The unions propose to legislate the valorization of parents' earnings after parental earnings. Either they should increase by inflation or they should grow according to collective agreements just like everyone else's income. “When the parent returns, it should be taken into account. The minister (Marian Jurečka) responded that he sees it as a necessity and an obligation for the state. We welcomed that. But it must also concern the private sphere,” believes Středula. According to him, the measure would secure billions in the system.
The indexation of earnings after returning from parental leave is also mentioned among the measures in the government's equal pay plan. “Persons who return from 'important personal obstacles to work on the part of the employee', the employer is obliged to place them in a job under wage and salary conditions that correspond to the current value of the given work, not to keep the salary at the level it was before leaving, ” it says in the material. Its authors state that this obligation already applies according to the current legislation. “It is necessary to supervise its consistent application,” the document says. In it, the cabinet instructs the Ministry of Labor and the Inspectorate to support the principle of equal pay for equal work in practice until 2026 “in particular so that employers compare the amount of wages of male and female employees upon returning from parental leave with the current amount for others”. Inspectors should check equal pay more. The resort is to prepare information leaflets.

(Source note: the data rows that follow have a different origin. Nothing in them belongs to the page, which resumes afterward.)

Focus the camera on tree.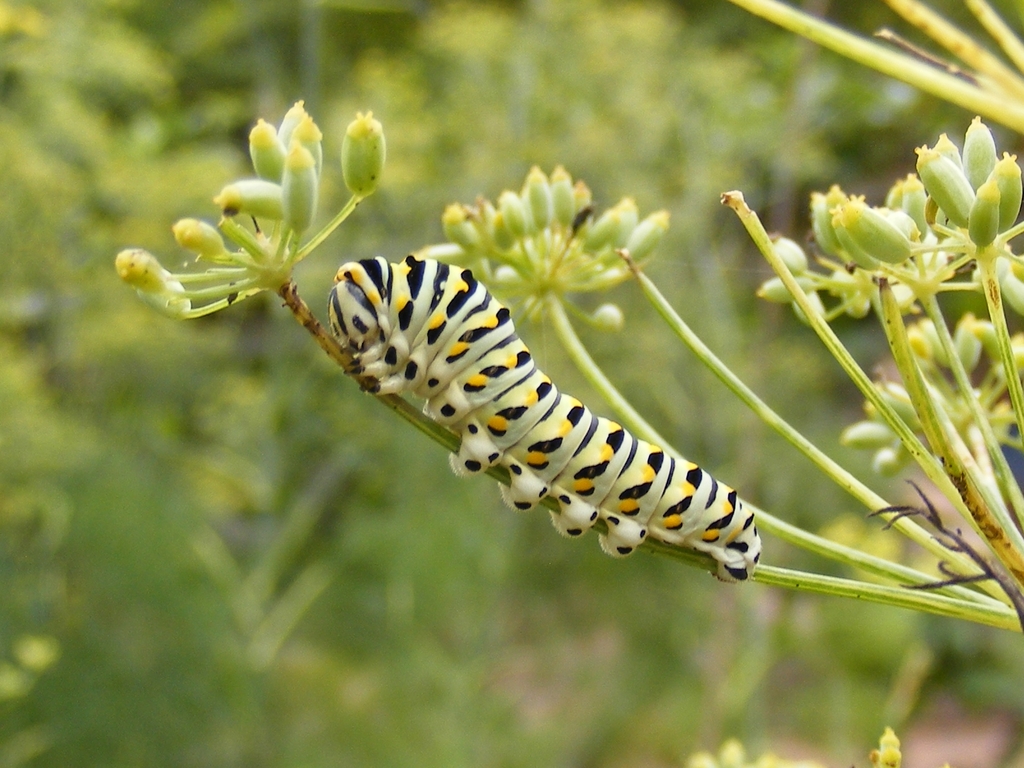
Focus region: (40, 44, 1015, 713).
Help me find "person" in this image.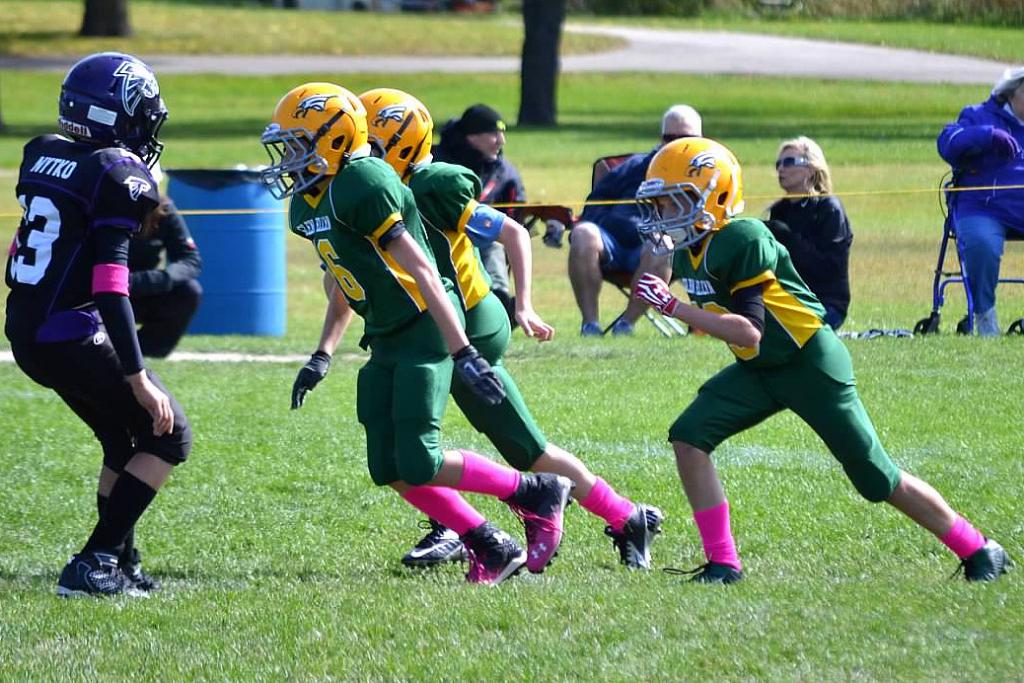
Found it: {"x1": 127, "y1": 156, "x2": 203, "y2": 362}.
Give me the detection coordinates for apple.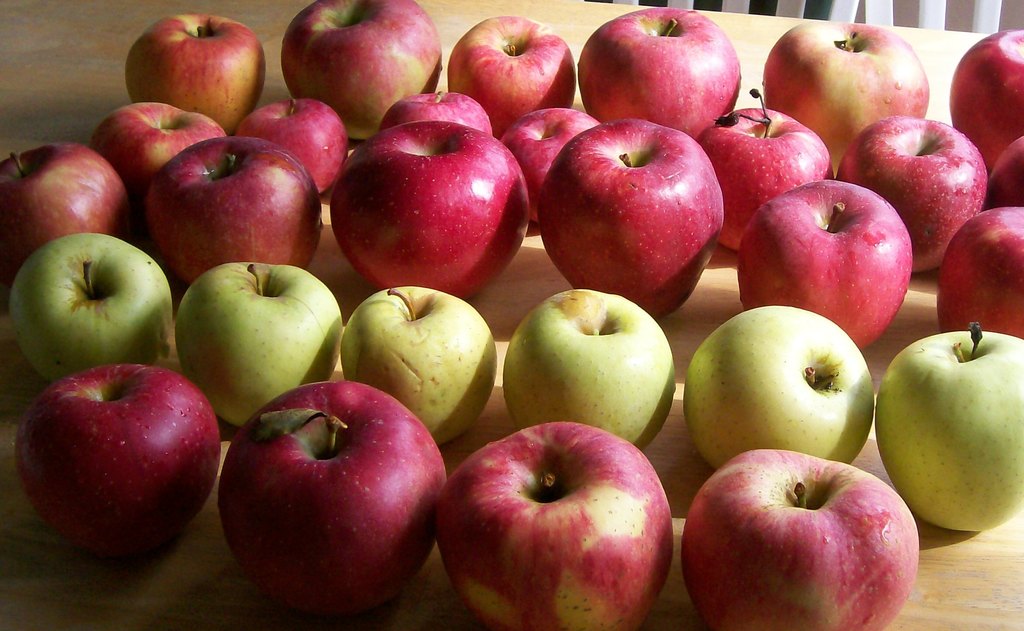
pyautogui.locateOnScreen(681, 447, 920, 630).
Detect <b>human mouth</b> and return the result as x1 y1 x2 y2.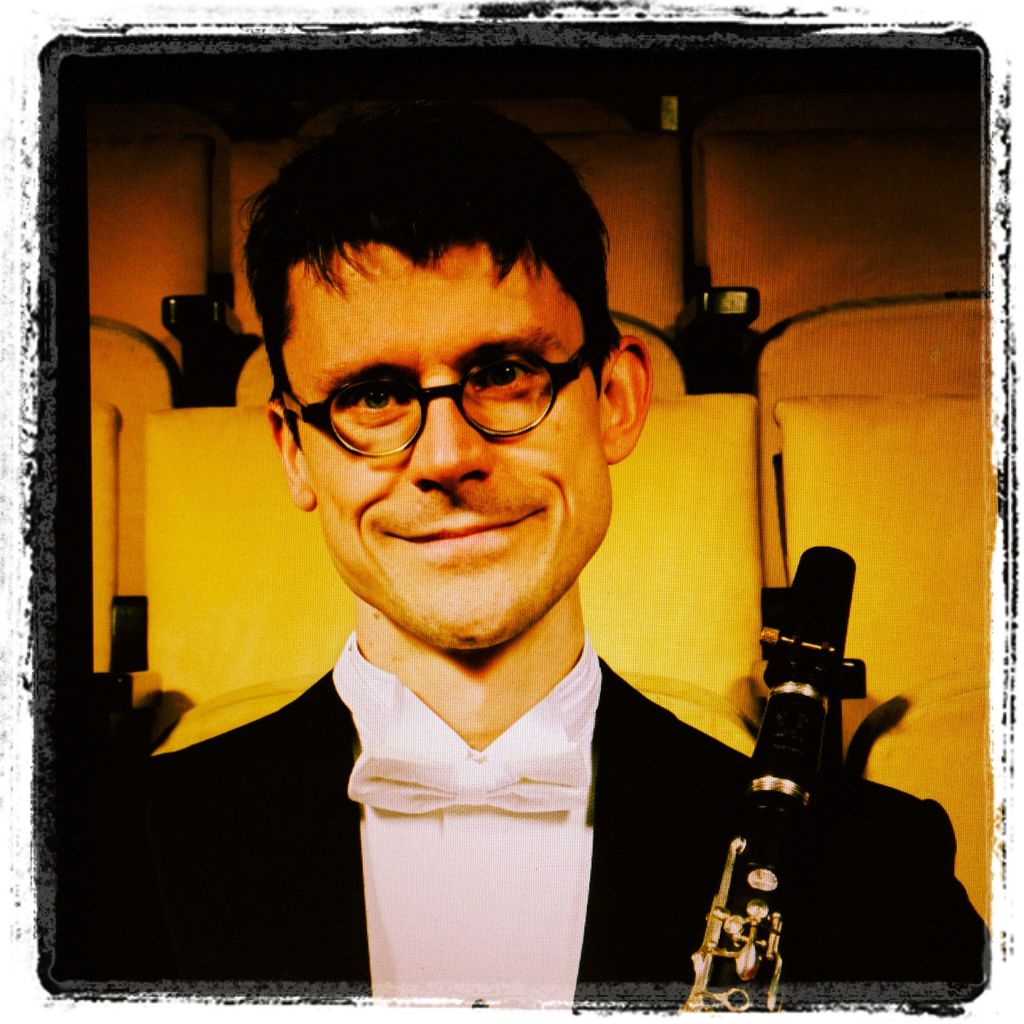
381 504 541 571.
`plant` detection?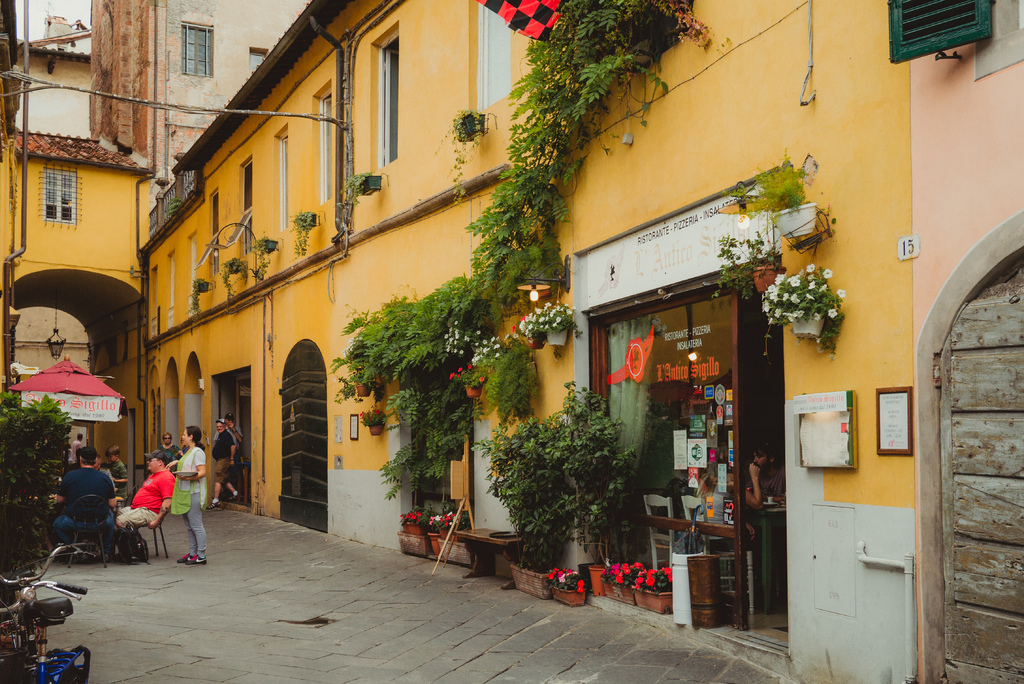
crop(719, 148, 835, 233)
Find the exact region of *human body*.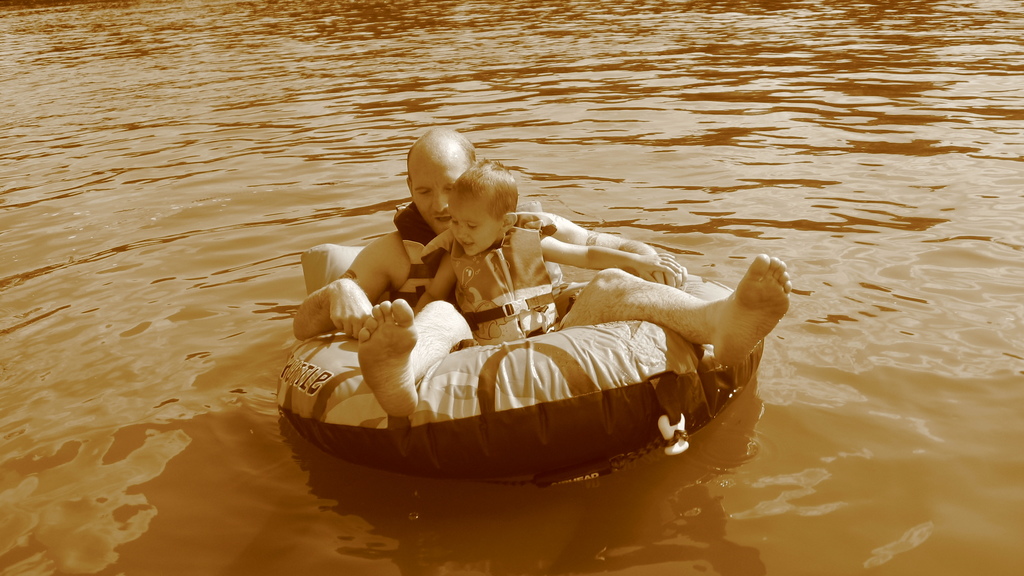
Exact region: bbox(408, 156, 678, 344).
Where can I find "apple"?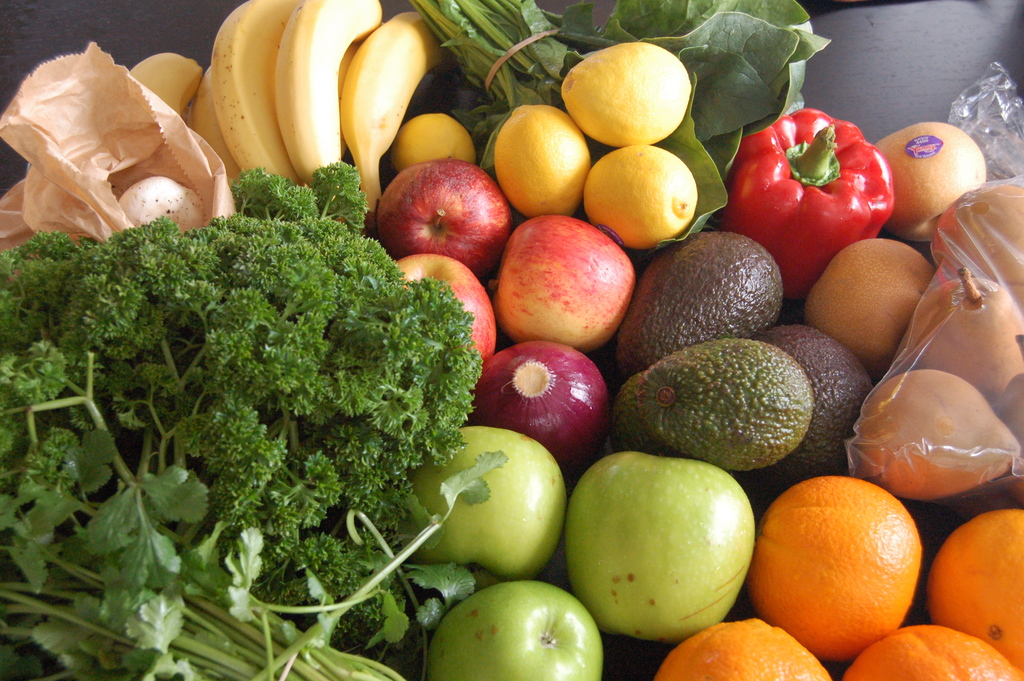
You can find it at box=[412, 423, 572, 577].
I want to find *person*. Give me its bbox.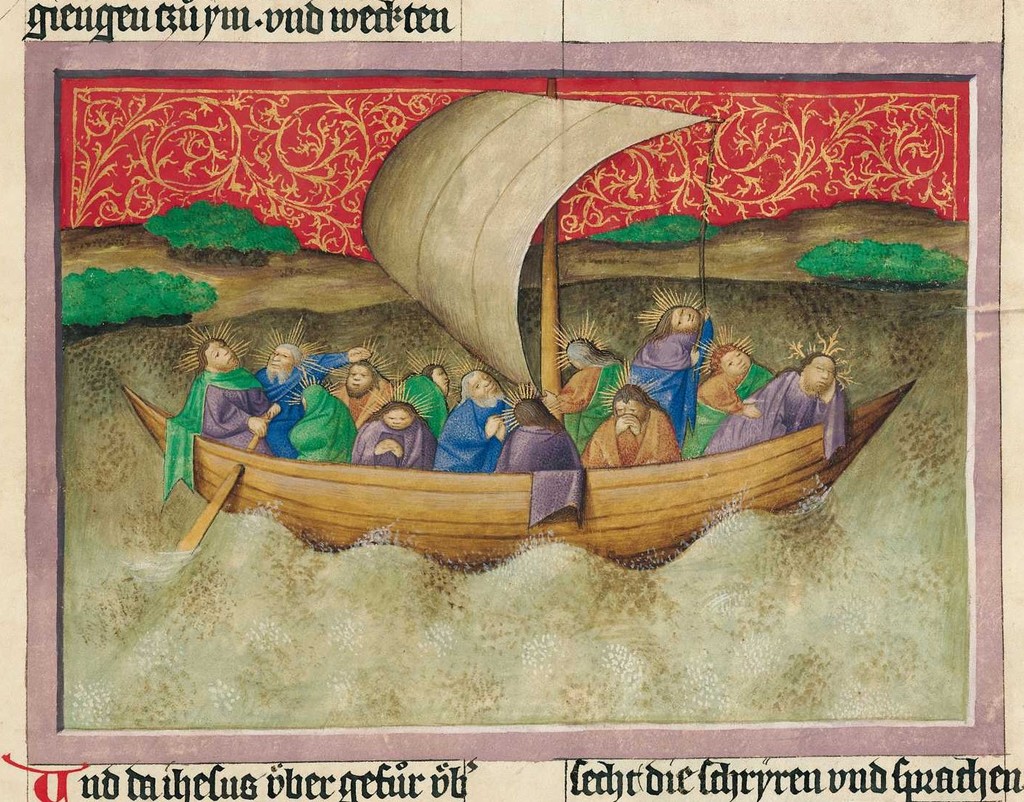
box(287, 381, 354, 466).
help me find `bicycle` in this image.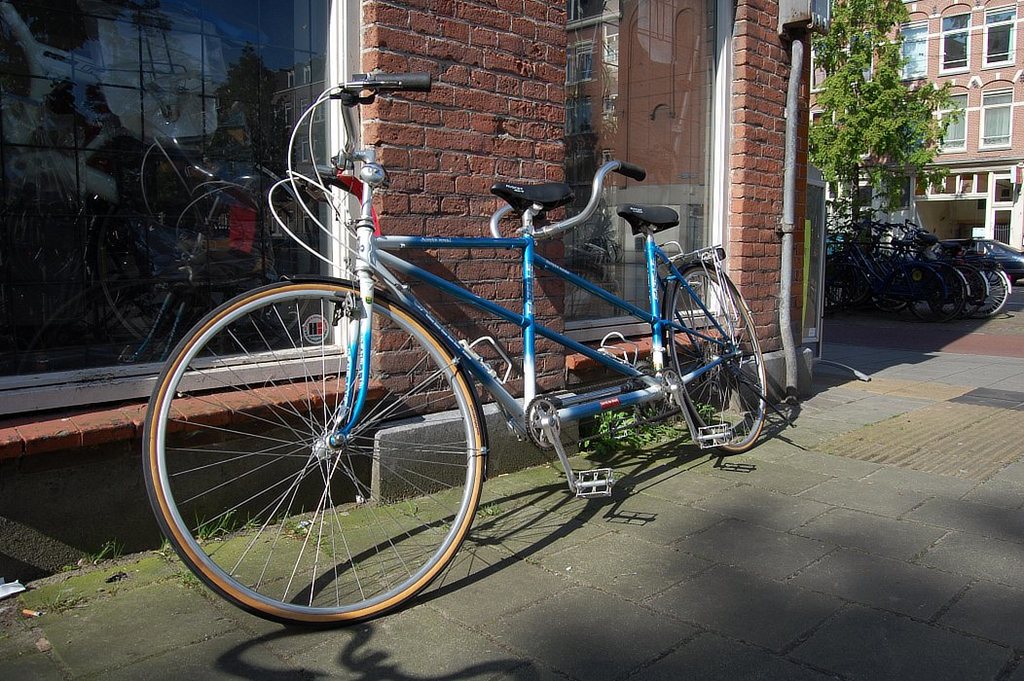
Found it: x1=831 y1=229 x2=961 y2=340.
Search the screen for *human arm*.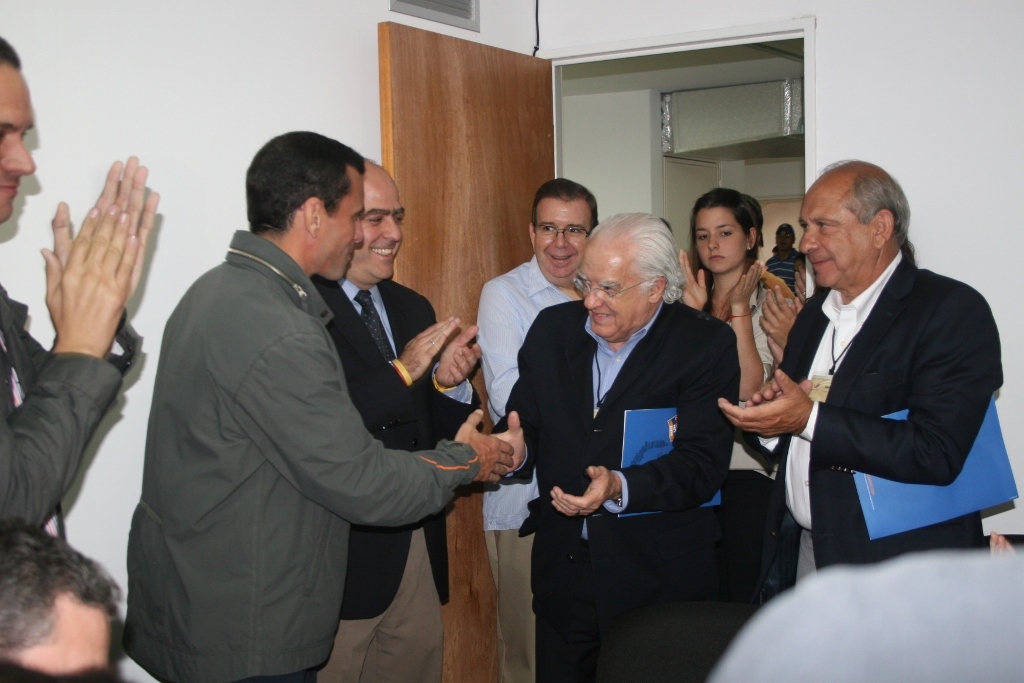
Found at 756,278,809,344.
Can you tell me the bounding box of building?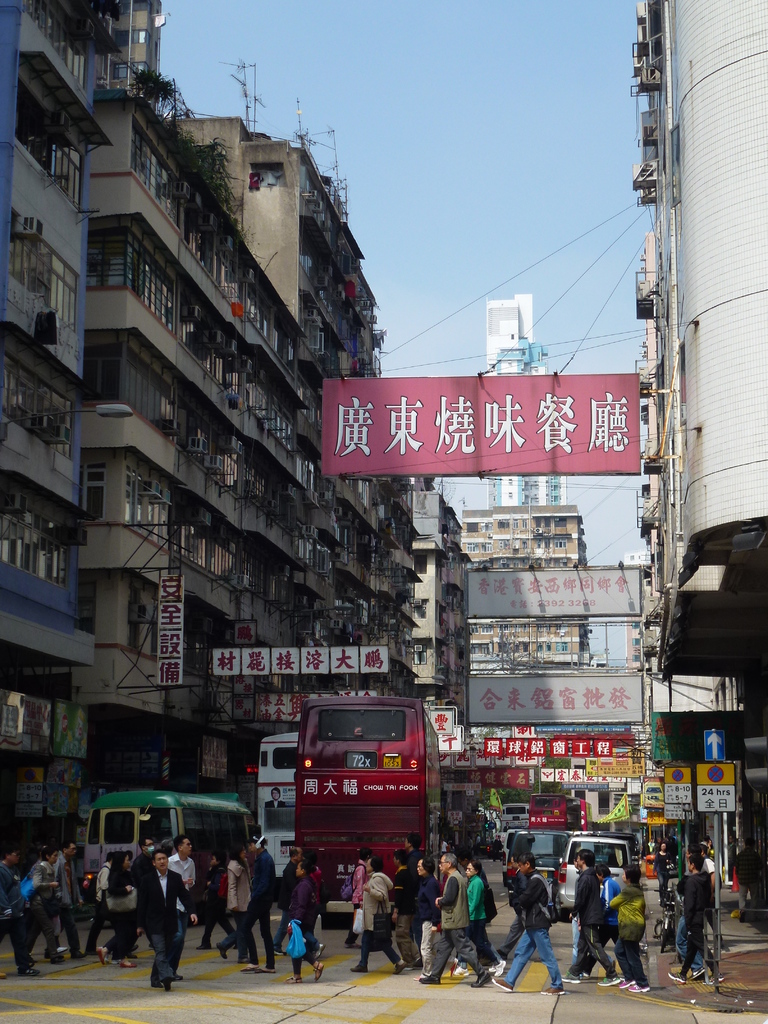
Rect(456, 509, 589, 669).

According to a government document, in 2020 women earned on average 17 percent less than men. They had an average of 15 percent less in the same workplace, 13 percent in the same job category (CZ-ISCO classification) and nine percent for the same job in the same place. The difference was 15 percent for men and women with primary education, 22 percent for apprentices, 19 percent for high school students with a high school diploma, and 26 percent for college students. The differences in the average number of hours worked are very small and the difference in remuneration cannot be explained by them, the document states.